Drop Kris and I a line - t3@truenas.com - and we’ll see if we can do a viewer-questions heavy show. There’s several caveats around sVDEV use (as this thread’s existence speaks to!) and using it safely.
Didn’t realize you were Chris from T3 ![]()
Wasn’t gaslighting. I swear.
Email sent.
He’s not Chris from T3.
The guy on the T3 videos, who calls himself “Chris”, is @HoneyBadger from the TrueNAS forums.
Hi, a newbie question here. If I set up a 3 way mirror array special vdev, can I replace later on one by one the disks with others bigger and expand? Just want to make sure before making the move. Thanks!

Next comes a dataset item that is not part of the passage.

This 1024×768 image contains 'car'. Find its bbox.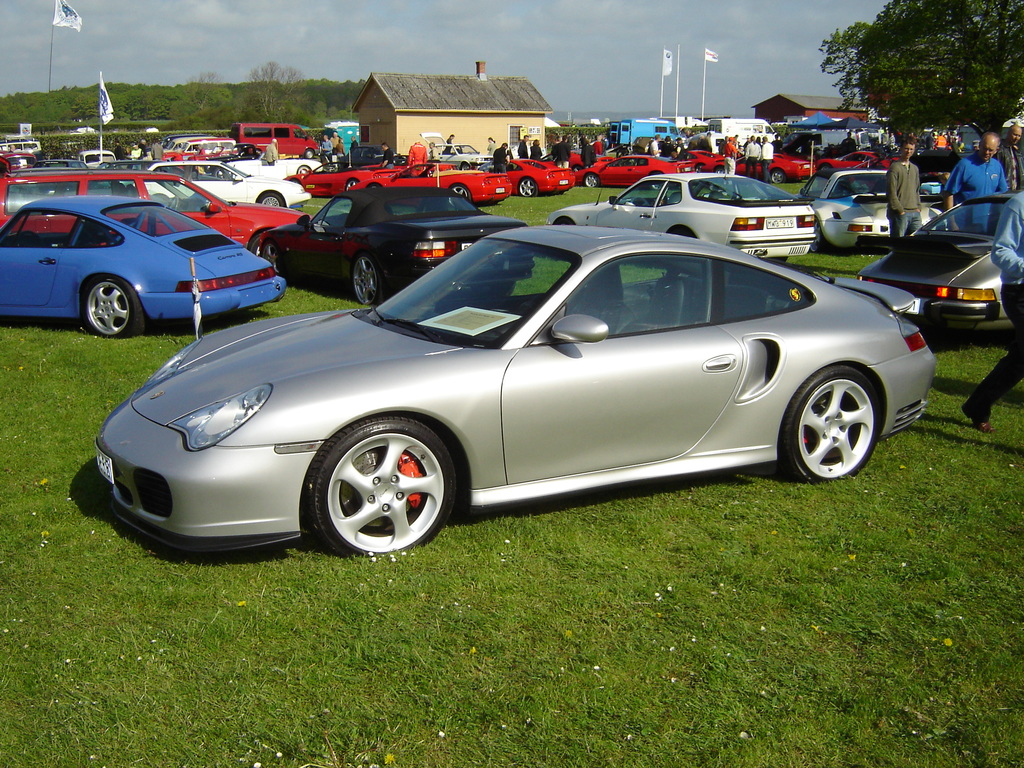
262:180:532:303.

I believe that’s the expected behavior. @NickF1227, can you confirm?
It should be, just like any other vdev.
@Constantin, I think you should add L2ARC tag to this topic.

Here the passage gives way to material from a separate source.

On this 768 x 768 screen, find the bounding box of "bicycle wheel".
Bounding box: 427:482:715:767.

That is a good idea. I think I will break it out as a separate resource because otherwise this likely becomes too long a post?

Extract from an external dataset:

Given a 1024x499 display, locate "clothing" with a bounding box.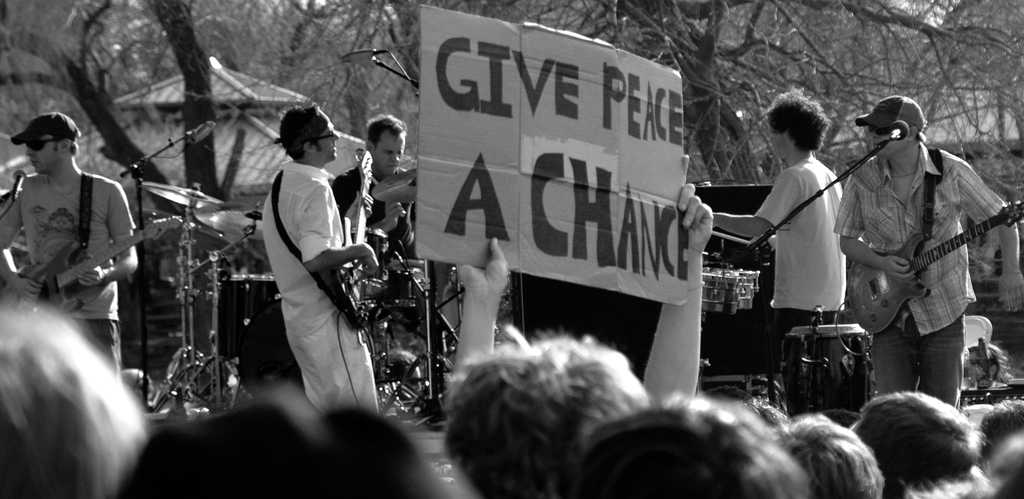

Is it still recommended to use Optane drive over using a PCIe 5.0 SSD? I was thinking something like the Samsung 9100 Pro.
For what use?
Also, you can’t just say Optane as it comes in different flavours. M10, 900/905p, P1600X etc which have different performance characteristics.
For a SLOG, the 900p/905p or 1600X (or better) are really good. Endurance, IOPS, Latency are all superb. Perfect for a SLOG. For anything else I would use the Samsung
Like @NugentS, I wonder why the focus on Optane for an sVDEV? The point of Optane is extreme write-tolerance, which makes it perfect for a SLOG that is written to relentlessly but (hopefully) rarely read. How data-center-centric your sVDEV drives should be re: wear tolerance is largely a question of use case.
sVDEVs with a lot of changing metadata / small file blocks (i.e. databases being housed entirely in the sVDEV, for example), should likely have a good deal of wear resistance. Pools that are more WORM likely are OK with much less wear-resistant SSDs. I chose datacenter SSDs from Intel for my pools sVDEV (despite it being largely WORM) because I like to sleep well at night. It’s the same reason I went Z3 when Z2 likely would have been good enough.
One thing I would look for in all your SSDs regardless of use case is whether they use a faster flash cache up front that is periodically flushed to slower flash in the rear. Those kinds of drives can really choke under sustained load, whether it’s sVDEV, SLOG, or even a SSD-pool for VMs or whatever. You really want to avoid these kinds of SSDs in a NAS.
It’s not just the uneven work performance but the potential for stuff to be still stuck in the volatile front-end cache and getting wiped out due to a problem (power loss, system halt, whatever) even though ZFS thought it was already written to the drive. That’s the problem with devices lying to ZFS about the CoW process being complete when it’s not and it’s also why proper SLOG devices will feature PLP to ensure the transactions on them can be written to the pool when the system starts up again.
I will try to address the small block issue tomorrow, it requires a re-write of the above. Then I will also try to address a separate resource page on L2ARC.
Endurance is one factor that makes them recommended, but Optane is also 1) extremely fast at the pure NAND level, meaning it skips over the issues with the pSLC and “front-loaded” performance you mention below, and 2) close to effectively immune to performance drops under mixed workloads vs. regular NAND.
Unfortunately Intel stopped making anything Optane in 2022/23.
https://www.servethehome.com/intel-optane-559m-impairment-with-q2-2022-wind-down/
SCM, which is a similar idea, is available from manufacturers like Kioxia
https://americas.kioxia.com/en-ca/business/ssd/enterprise-ssd/fl6.html
Allegedly Samsung is reviving Z-NAND with six products planned. FWIW.